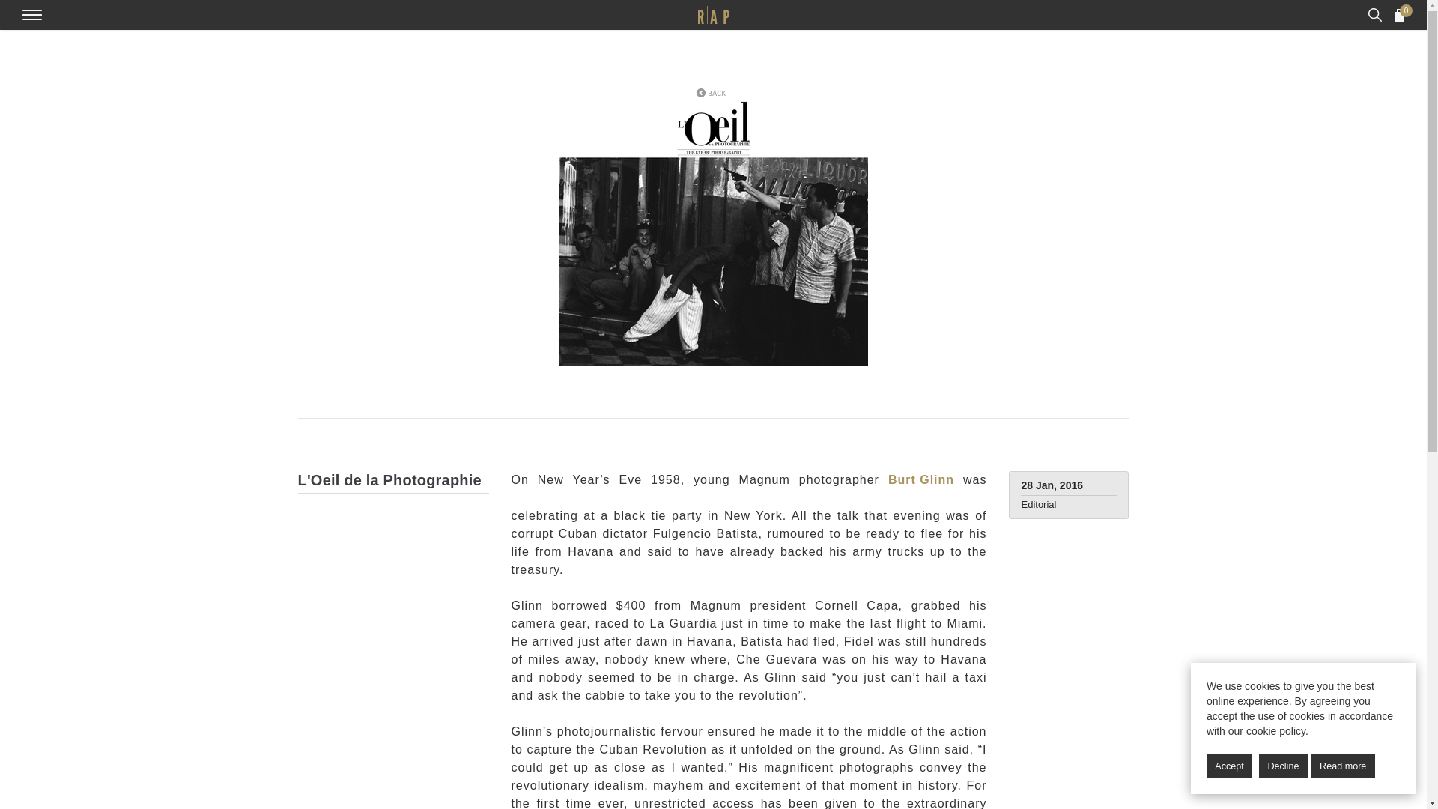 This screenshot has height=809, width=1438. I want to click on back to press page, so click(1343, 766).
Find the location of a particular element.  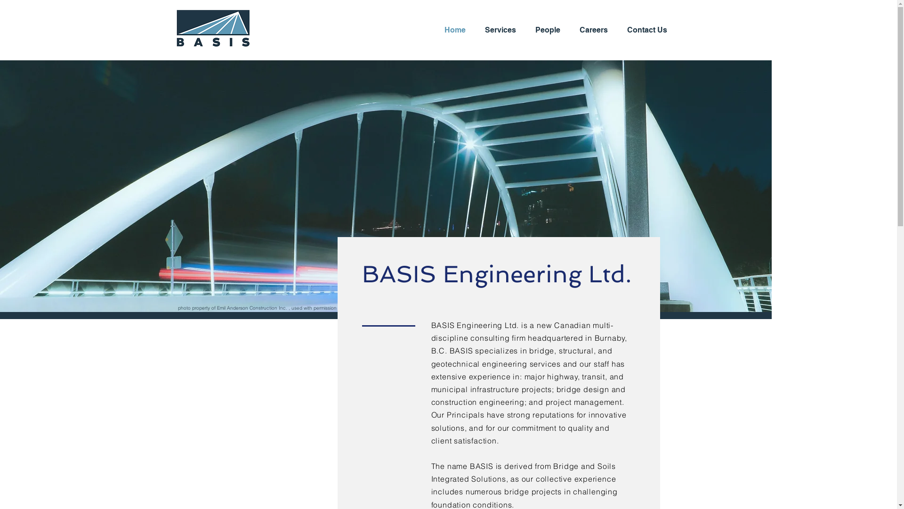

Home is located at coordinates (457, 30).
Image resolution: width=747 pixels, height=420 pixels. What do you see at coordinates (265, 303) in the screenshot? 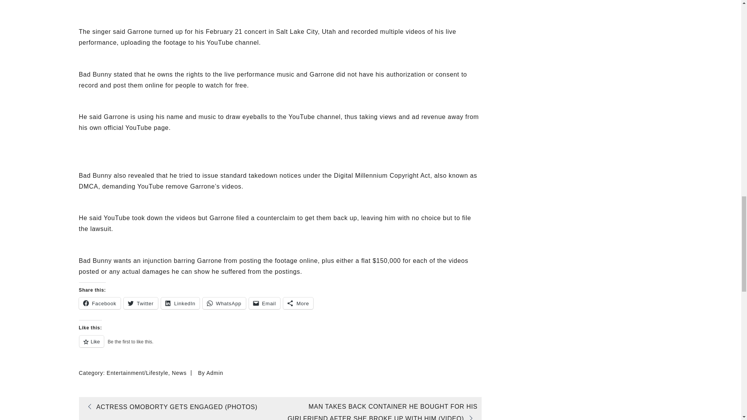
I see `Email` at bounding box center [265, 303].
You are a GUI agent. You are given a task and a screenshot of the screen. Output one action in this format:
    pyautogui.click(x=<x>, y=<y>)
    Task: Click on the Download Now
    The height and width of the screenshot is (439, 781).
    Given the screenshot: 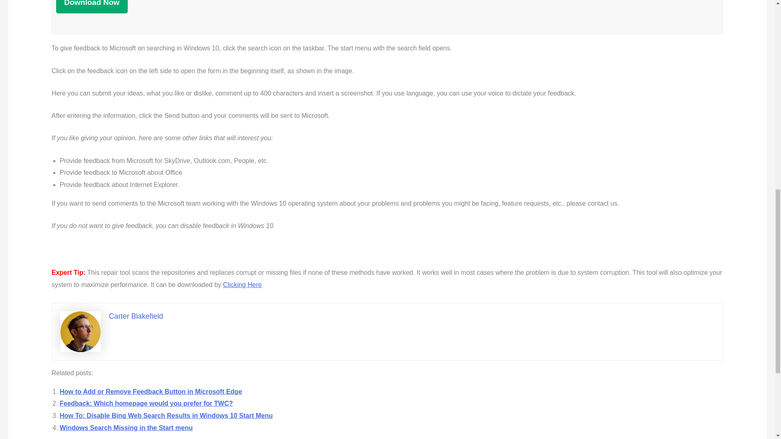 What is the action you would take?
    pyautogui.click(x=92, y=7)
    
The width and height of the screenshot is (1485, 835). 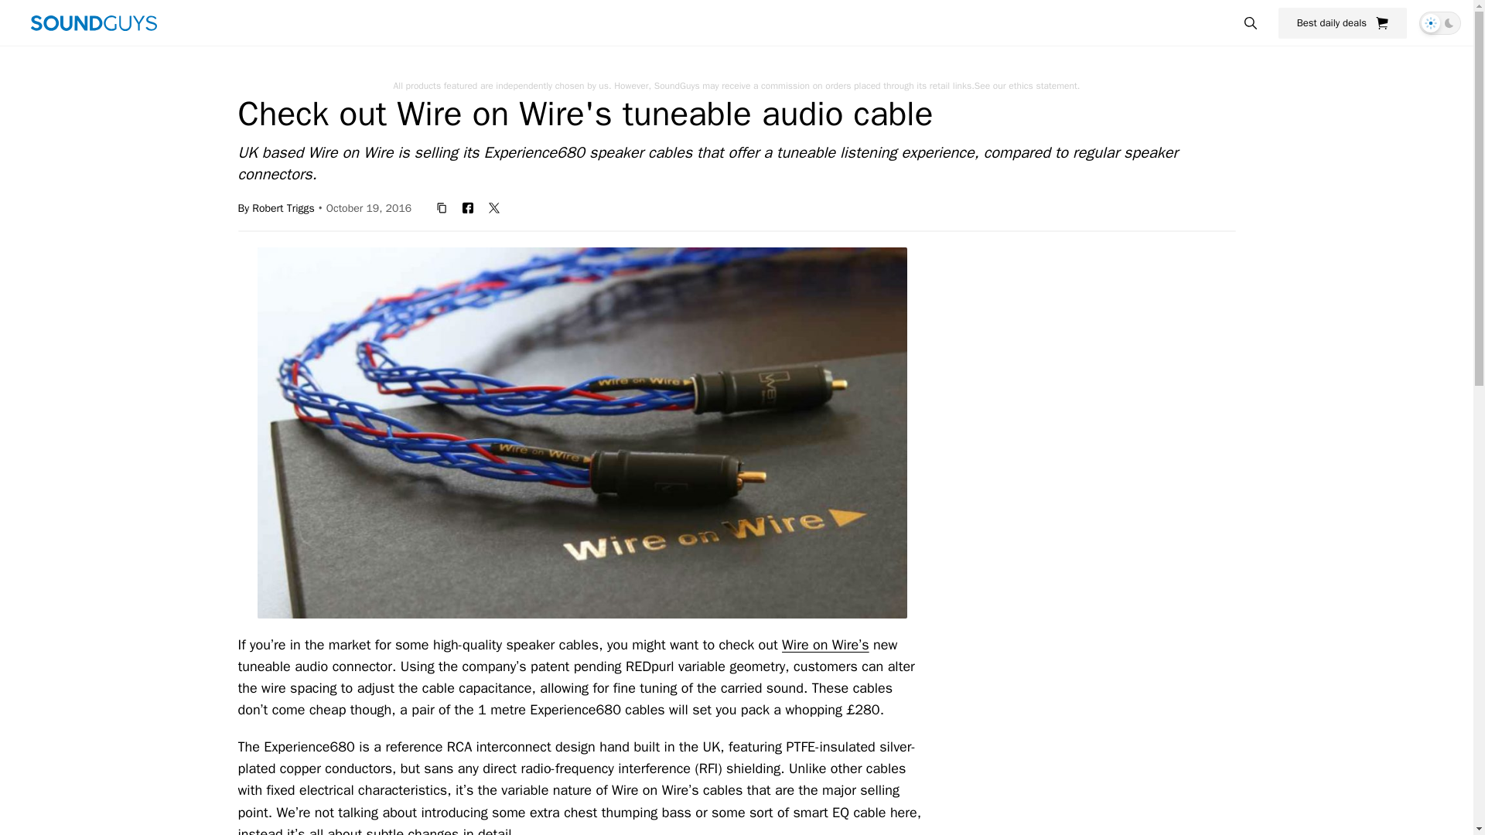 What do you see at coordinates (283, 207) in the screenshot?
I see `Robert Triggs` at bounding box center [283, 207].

- What to work on
From the records above, transcribe exactly the lines starting at the one containing "Image resolution: width=747" and ending at the one containing "The height and". Skip the pictures.

- Solution
Image resolution: width=747 pixels, height=420 pixels. What do you see at coordinates (265, 303) in the screenshot? 
I see `Email` at bounding box center [265, 303].
You are a GUI agent. You are given a task and a screenshot of the screen. Output one action in this format:
    pyautogui.click(x=<x>, y=<y>)
    Task: Click on the Download Now
    The height and width of the screenshot is (439, 781).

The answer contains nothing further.